How we pay
Pick up a new iPhone and, as part of the setting up process, you will be asked to connect a bank card to the device. After a straightforward confirmation process, your smartphone is now capable of making payments just as a contactless-enabled card is, with all the ease of getting out the phone you’re likely clutching anyway. Samsung is set to release a similar system, Samsung Pay, by the end of March.
However, this is just the start of a movement towards alternative means of payment that will make even the process of removing your card from your wallet seem downright inconvenient. The card has not been stripped of its necessity, but we are entering a world in which payment is more flexible than it ever has been, with multiple devices capable of making different kinds of transactions. The average US citizen makes 376 non-cash purchases every year, and this number is only set to grow alongside the availability and diversity of wearable tech that doubles as a contactless card.
Global investment in financial technology (FinTech) jumped from $4 billion in 2013 to $12 billion in 2014, and wearable payment tech is just one offshoot of it. The growth is part of a wider trend of changes to financial services – from P2P lending to the increase in use of digital currency – and the advancements could benefit both bank and saver. For one, the use of different technologies makes less likely the chance of a false decline, a security measure in place when spending money abroad, designed to protect against fraud. The value of false declines hit $118 billion per year, according to the Financial Times, 13 times the amount lost to actual fraud. And at MWC 2016, held in Barcelona, the future of payment technology – and payment security – was on display.
Smart rings, fitness trackers, smart watches and more all have the potential to make payments in the very near future. Not only are the big financial incumbents focusing their efforts, startups specializing in the field are burgeoning. The ways in which alternative payments are being brought to market is interesting, too. Topshop’s partnership with bPay – Barclaycard’s contactless division – has already brought into existence a number of ‘bespoke products’ fitted with bPay, from wristbands to smartphone covers to keychains. And, as the technology hits the high street (as well as smartphone contactless payment becoming a more normalized means) any public scepticism surrounding alternative payment methods should erode, and the range of available products will only grow.
Topshop’s inclusion of bPay has been matched by the fact that Hublot and Bulgari watches are set to have WiseKey introduced, giving them payment capabilities. These are both early examples of high street adoption taking to the public what has, up until recently, been the domain of the financial services. Payment capability is arguably the most functional of the otherwise gimmicky additions to wearables to be developed recently, and it seems it is here to stay, as more innovative security solutions promise to assuage lingering public scepticism.
MasterCard, one of the key proponents of alternative payment methods, announced in 2015 that they had successfully – alongside Canadian biometrics company Nymi – completed the first wearable payment system to be authenticated by the user’s heartbeat. The wristband, which detects the wearer’s unique heartbeat pattern, executes a payment when held up to any terminal that accepts MasterCard. Its lack of other functionality makes it a relatively inviable product at present but its functionality could be feasibly put into watches or designer jewellery.
But perhaps the most eye-catching of the security conscious developments on show at MWC 2016 was MasterCard’s ‘selfie pay’. A natural graduate from the improvements in fingerprint recognition technology – buying on mobile can utilize TouchID, for example – ‘selfie pay’ can be used to authenticate more expensive transactions. The system, which uses facial recognition, commands a blink to confirm that you are more than simply a 2D photograph, and authorizes the transaction. The technology may initially seem gimmicky, but the process is actually very secure and is being designed to replace SMS password systems and relatively laborious pin-entry processes. The mobile is becoming a payment hub and if contactless card is a little insecure for your liking, unless you have an identical twin, selfie-pay could be for you.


**Task to complete**
Please restate the listing that follows without changing anything.

**Information supplied**
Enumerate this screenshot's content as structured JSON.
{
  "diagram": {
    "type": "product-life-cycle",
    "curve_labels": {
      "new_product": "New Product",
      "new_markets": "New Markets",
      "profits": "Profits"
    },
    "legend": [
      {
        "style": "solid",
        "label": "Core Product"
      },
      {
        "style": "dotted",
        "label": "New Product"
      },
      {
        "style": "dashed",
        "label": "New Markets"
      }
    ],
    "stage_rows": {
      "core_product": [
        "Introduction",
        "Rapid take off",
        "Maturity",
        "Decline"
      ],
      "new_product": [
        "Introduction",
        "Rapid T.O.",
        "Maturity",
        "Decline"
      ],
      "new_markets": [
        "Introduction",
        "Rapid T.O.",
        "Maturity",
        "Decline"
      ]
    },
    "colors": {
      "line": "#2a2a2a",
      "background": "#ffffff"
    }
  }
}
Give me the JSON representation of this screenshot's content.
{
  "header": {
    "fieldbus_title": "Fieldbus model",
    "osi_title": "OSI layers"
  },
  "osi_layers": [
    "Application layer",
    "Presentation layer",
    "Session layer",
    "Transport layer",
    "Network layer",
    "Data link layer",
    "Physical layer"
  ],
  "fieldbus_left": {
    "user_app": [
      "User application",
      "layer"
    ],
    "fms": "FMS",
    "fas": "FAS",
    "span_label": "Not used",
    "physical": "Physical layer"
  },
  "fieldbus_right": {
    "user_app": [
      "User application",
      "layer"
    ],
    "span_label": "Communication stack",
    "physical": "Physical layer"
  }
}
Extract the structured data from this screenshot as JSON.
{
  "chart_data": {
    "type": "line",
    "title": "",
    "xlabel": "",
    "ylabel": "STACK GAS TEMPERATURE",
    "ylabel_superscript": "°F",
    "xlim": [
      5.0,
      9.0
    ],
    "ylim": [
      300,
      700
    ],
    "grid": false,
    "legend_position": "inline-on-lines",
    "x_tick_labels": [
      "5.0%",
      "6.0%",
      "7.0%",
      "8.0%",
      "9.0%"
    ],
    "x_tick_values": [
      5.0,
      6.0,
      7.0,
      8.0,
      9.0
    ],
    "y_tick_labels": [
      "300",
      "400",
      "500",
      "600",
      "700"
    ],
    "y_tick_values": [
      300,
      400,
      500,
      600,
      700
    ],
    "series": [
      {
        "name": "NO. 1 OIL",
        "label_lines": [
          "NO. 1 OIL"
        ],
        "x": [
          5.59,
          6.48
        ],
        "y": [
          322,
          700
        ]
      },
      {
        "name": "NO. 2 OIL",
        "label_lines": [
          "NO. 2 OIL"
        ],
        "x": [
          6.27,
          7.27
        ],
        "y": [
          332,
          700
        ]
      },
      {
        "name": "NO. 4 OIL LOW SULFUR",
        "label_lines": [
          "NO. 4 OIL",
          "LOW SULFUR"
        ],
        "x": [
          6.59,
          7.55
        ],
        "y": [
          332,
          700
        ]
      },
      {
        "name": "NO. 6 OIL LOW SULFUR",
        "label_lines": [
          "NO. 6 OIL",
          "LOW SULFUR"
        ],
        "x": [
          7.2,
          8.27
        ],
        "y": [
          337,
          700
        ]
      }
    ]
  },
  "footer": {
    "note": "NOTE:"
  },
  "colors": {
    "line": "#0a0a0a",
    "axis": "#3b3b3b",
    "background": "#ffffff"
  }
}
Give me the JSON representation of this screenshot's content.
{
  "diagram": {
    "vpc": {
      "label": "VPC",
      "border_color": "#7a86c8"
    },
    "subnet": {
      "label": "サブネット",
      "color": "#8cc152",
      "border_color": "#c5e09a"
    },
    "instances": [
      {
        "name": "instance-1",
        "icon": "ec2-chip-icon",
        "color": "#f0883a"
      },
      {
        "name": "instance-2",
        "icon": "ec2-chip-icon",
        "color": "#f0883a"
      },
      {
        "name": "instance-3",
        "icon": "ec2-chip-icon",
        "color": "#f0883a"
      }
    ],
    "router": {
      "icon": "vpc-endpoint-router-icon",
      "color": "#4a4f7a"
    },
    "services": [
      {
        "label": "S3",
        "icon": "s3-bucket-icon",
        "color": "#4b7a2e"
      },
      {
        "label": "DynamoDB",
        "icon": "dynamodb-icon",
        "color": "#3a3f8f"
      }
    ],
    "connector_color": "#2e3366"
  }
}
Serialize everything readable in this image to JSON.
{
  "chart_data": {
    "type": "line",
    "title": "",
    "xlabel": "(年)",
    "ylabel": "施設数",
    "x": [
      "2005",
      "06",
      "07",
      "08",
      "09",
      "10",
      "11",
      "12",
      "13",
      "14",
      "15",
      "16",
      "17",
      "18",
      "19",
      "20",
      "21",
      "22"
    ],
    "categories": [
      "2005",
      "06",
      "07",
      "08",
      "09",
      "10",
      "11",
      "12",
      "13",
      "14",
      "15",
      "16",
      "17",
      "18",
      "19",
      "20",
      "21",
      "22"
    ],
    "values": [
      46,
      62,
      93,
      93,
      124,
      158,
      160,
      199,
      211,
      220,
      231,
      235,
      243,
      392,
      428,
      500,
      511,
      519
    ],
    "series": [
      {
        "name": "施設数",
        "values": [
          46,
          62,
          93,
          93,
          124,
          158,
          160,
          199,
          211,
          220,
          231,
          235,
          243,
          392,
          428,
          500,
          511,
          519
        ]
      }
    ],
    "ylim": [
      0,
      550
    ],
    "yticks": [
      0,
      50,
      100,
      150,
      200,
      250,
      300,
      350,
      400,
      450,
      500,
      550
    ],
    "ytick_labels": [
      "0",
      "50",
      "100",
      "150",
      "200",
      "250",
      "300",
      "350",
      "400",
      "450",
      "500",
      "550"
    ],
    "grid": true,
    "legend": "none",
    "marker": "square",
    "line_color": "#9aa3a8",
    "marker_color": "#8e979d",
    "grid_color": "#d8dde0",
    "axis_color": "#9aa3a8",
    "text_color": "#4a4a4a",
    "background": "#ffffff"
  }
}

**Result below**
Enumerate this screenshot's content as structured JSON.
{
  "diagram": {
    "type": "product-life-cycle",
    "curve_labels": {
      "new_product": "New Product",
      "new_markets": "New Markets",
      "profits": "Profits"
    },
    "legend": [
      {
        "style": "solid",
        "label": "Core Product"
      },
      {
        "style": "dotted",
        "label": "New Product"
      },
      {
        "style": "dashed",
        "label": "New Markets"
      }
    ],
    "stage_rows": {
      "core_product": [
        "Introduction",
        "Rapid take off",
        "Maturity",
        "Decline"
      ],
      "new_product": [
        "Introduction",
        "Rapid T.O.",
        "Maturity",
        "Decline"
      ],
      "new_markets": [
        "Introduction",
        "Rapid T.O.",
        "Maturity",
        "Decline"
      ]
    },
    "colors": {
      "line": "#2a2a2a",
      "background": "#ffffff"
    }
  }
}
Give me the JSON representation of this screenshot's content.
{
  "header": {
    "fieldbus_title": "Fieldbus model",
    "osi_title": "OSI layers"
  },
  "osi_layers": [
    "Application layer",
    "Presentation layer",
    "Session layer",
    "Transport layer",
    "Network layer",
    "Data link layer",
    "Physical layer"
  ],
  "fieldbus_left": {
    "user_app": [
      "User application",
      "layer"
    ],
    "fms": "FMS",
    "fas": "FAS",
    "span_label": "Not used",
    "physical": "Physical layer"
  },
  "fieldbus_right": {
    "user_app": [
      "User application",
      "layer"
    ],
    "span_label": "Communication stack",
    "physical": "Physical layer"
  }
}
Extract the structured data from this screenshot as JSON.
{
  "chart_data": {
    "type": "line",
    "title": "",
    "xlabel": "",
    "ylabel": "STACK GAS TEMPERATURE",
    "ylabel_superscript": "°F",
    "xlim": [
      5.0,
      9.0
    ],
    "ylim": [
      300,
      700
    ],
    "grid": false,
    "legend_position": "inline-on-lines",
    "x_tick_labels": [
      "5.0%",
      "6.0%",
      "7.0%",
      "8.0%",
      "9.0%"
    ],
    "x_tick_values": [
      5.0,
      6.0,
      7.0,
      8.0,
      9.0
    ],
    "y_tick_labels": [
      "300",
      "400",
      "500",
      "600",
      "700"
    ],
    "y_tick_values": [
      300,
      400,
      500,
      600,
      700
    ],
    "series": [
      {
        "name": "NO. 1 OIL",
        "label_lines": [
          "NO. 1 OIL"
        ],
        "x": [
          5.59,
          6.48
        ],
        "y": [
          322,
          700
        ]
      },
      {
        "name": "NO. 2 OIL",
        "label_lines": [
          "NO. 2 OIL"
        ],
        "x": [
          6.27,
          7.27
        ],
        "y": [
          332,
          700
        ]
      },
      {
        "name": "NO. 4 OIL LOW SULFUR",
        "label_lines": [
          "NO. 4 OIL",
          "LOW SULFUR"
        ],
        "x": [
          6.59,
          7.55
        ],
        "y": [
          332,
          700
        ]
      },
      {
        "name": "NO. 6 OIL LOW SULFUR",
        "label_lines": [
          "NO. 6 OIL",
          "LOW SULFUR"
        ],
        "x": [
          7.2,
          8.27
        ],
        "y": [
          337,
          700
        ]
      }
    ]
  },
  "footer": {
    "note": "NOTE:"
  },
  "colors": {
    "line": "#0a0a0a",
    "axis": "#3b3b3b",
    "background": "#ffffff"
  }
}
Give me the JSON representation of this screenshot's content.
{
  "diagram": {
    "vpc": {
      "label": "VPC",
      "border_color": "#7a86c8"
    },
    "subnet": {
      "label": "サブネット",
      "color": "#8cc152",
      "border_color": "#c5e09a"
    },
    "instances": [
      {
        "name": "instance-1",
        "icon": "ec2-chip-icon",
        "color": "#f0883a"
      },
      {
        "name": "instance-2",
        "icon": "ec2-chip-icon",
        "color": "#f0883a"
      },
      {
        "name": "instance-3",
        "icon": "ec2-chip-icon",
        "color": "#f0883a"
      }
    ],
    "router": {
      "icon": "vpc-endpoint-router-icon",
      "color": "#4a4f7a"
    },
    "services": [
      {
        "label": "S3",
        "icon": "s3-bucket-icon",
        "color": "#4b7a2e"
      },
      {
        "label": "DynamoDB",
        "icon": "dynamodb-icon",
        "color": "#3a3f8f"
      }
    ],
    "connector_color": "#2e3366"
  }
}
Serialize everything readable in this image to JSON.
{
  "chart_data": {
    "type": "line",
    "title": "",
    "xlabel": "(年)",
    "ylabel": "施設数",
    "x": [
      "2005",
      "06",
      "07",
      "08",
      "09",
      "10",
      "11",
      "12",
      "13",
      "14",
      "15",
      "16",
      "17",
      "18",
      "19",
      "20",
      "21",
      "22"
    ],
    "categories": [
      "2005",
      "06",
      "07",
      "08",
      "09",
      "10",
      "11",
      "12",
      "13",
      "14",
      "15",
      "16",
      "17",
      "18",
      "19",
      "20",
      "21",
      "22"
    ],
    "values": [
      46,
      62,
      93,
      93,
      124,
      158,
      160,
      199,
      211,
      220,
      231,
      235,
      243,
      392,
      428,
      500,
      511,
      519
    ],
    "series": [
      {
        "name": "施設数",
        "values": [
          46,
          62,
          93,
          93,
          124,
          158,
          160,
          199,
          211,
          220,
          231,
          235,
          243,
          392,
          428,
          500,
          511,
          519
        ]
      }
    ],
    "ylim": [
      0,
      550
    ],
    "yticks": [
      0,
      50,
      100,
      150,
      200,
      250,
      300,
      350,
      400,
      450,
      500,
      550
    ],
    "ytick_labels": [
      "0",
      "50",
      "100",
      "150",
      "200",
      "250",
      "300",
      "350",
      "400",
      "450",
      "500",
      "550"
    ],
    "grid": true,
    "legend": "none",
    "marker": "square",
    "line_color": "#9aa3a8",
    "marker_color": "#8e979d",
    "grid_color": "#d8dde0",
    "axis_color": "#9aa3a8",
    "text_color": "#4a4a4a",
    "background": "#ffffff"
  }
}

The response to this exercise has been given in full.